My answer is no. The email from The Mark News inviting me to submit this piece described the question as a “controversial topic.” But the simple answer is not controversial. It’s obvious.

Nunavut is not a failed, or failing, state – at least not in the sense in which the term “failed state” is most commonly used: a state incapable of providing even the most basic services, such as public security, health care, electricity, drinking water, and sewage treatment, as well as executing decisions or enforcing the law. Failed states are characterized by extreme corruption, a poorly educated population, and the existence of warring factions more powerful than the impotent state.

Read the full article here.


The Inuit are being held hostage by so-called nation-building and the Aboriginal Industry.


Frances Widdowson and Albert Howard
Frances Widdowson and Albert Howard co-wrote Disrobing the Aboriginal Industry: The Deception Behind Indigenous Cultural Preservation.

Nunavut never was, and cannot be, a state, since it lacks the economic, political, and cultural prerequisites to be self-determining in the modern context. Historically, the area of Nunavut was occupied by small kinship groups that engaged in hunting and trapping largely for subsistence purposes.

Today, with the exception of mining, the only industry that exists in Nunavut is the Aboriginal Industry (the self-serving group of non-aboriginal lawyers and consultants that uses government funds to justify the isolation and deprivation of the aboriginal population). As a result, Nunavut’s dependence on federal transfers, and the “havoc and hardship” documented by The Globe and Mail, will continue.

Read the full article here.


Nunavut is far from a failed state: The strength of community, culture, and identity there are not often found elsewhere in Canada.


Shauna Labman
Trudeau scholar, Liu scholar, PhD candidate, University of British Columbia.

How is it that we can ask whether Nunavut is a failing state when too many Canadians do not even understand its reality as a territory? Spanning one-fifth of Canada’s landmass, Nunavut is the most misunderstood and unknown region of Canada. It is remote. From anywhere in Canada, it is cheaper to fly to Europe and Asia than to fly north. The roads that lead out of Iqaluit, Nunavut’s capital, literally end at the outskirts of the city. Much of the territory is accessible only by air or water or ice. The Nunavut that is known to the rest of Canada – to those of us in “the South” – is filtered through the lens of the media and too often divides between reports of violent tragedy and generalized iconic images of Inuit in igloos.

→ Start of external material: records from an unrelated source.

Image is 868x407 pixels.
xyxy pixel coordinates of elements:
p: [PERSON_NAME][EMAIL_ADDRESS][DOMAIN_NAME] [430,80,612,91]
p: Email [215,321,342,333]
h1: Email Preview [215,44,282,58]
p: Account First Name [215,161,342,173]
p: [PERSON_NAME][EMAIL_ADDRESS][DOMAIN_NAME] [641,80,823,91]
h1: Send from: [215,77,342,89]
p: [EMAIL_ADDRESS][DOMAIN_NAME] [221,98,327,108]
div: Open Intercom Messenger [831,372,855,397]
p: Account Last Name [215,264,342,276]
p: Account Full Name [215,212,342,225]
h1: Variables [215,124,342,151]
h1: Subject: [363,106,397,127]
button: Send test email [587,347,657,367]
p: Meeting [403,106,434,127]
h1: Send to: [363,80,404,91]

Read the full article here.


The phrase “failed state” is unjust and oversimplified.


Geoff Green
Adventurer; educator; environmentalist; speaker.

There is no doubt that Nunavut, now 12 years young, has much more than its fair share of problems and challenges. There is absolutely no question that the overall status quo – and especially the fact that 75 per cent of Inuit youth do not graduate from high school – is simply not acceptable. But there are also many successes, things to celebrate, and causes for hope in Canada's northernmost territory.

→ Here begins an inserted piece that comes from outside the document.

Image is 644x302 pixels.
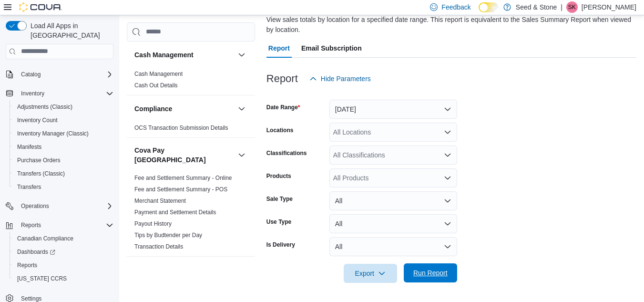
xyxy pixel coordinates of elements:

Read the full article here.


Nunavut, a “failed state?” It isn’t a state, and perhaps that’s the problem.


John Baglow
Owner of firstwrite; public and social policy professional; poet.

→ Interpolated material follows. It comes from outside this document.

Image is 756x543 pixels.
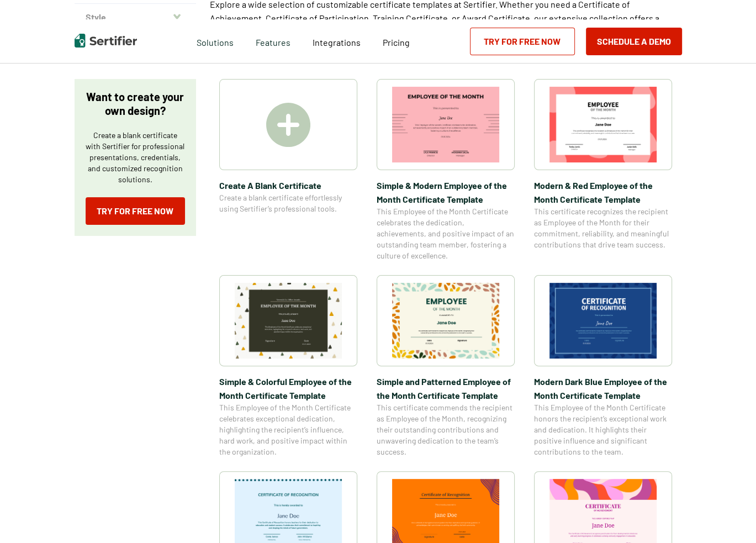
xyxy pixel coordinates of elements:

Nunavut is a territory, without even the powers over resources that are accorded to Canadian provinces. Its governance is a ramshackle affair; an accident of history. The Nunavut government is a public one (i.e. not ethnically based), and is strapped for cash; the Nunavut Tunngavik Incorporated (NTI) manages the implementation of a comprehensive land claim on behalf of the 85 per cent of the Nunavummiut who are Inuit, and is flush with settlement money. No fewer than five joint Nunavut federal Institutions of Public Government administer natural resources. Jurisdictional overlaps are the order of the day. Institutional paralysis is a veritable hallmark of Nunavut governance.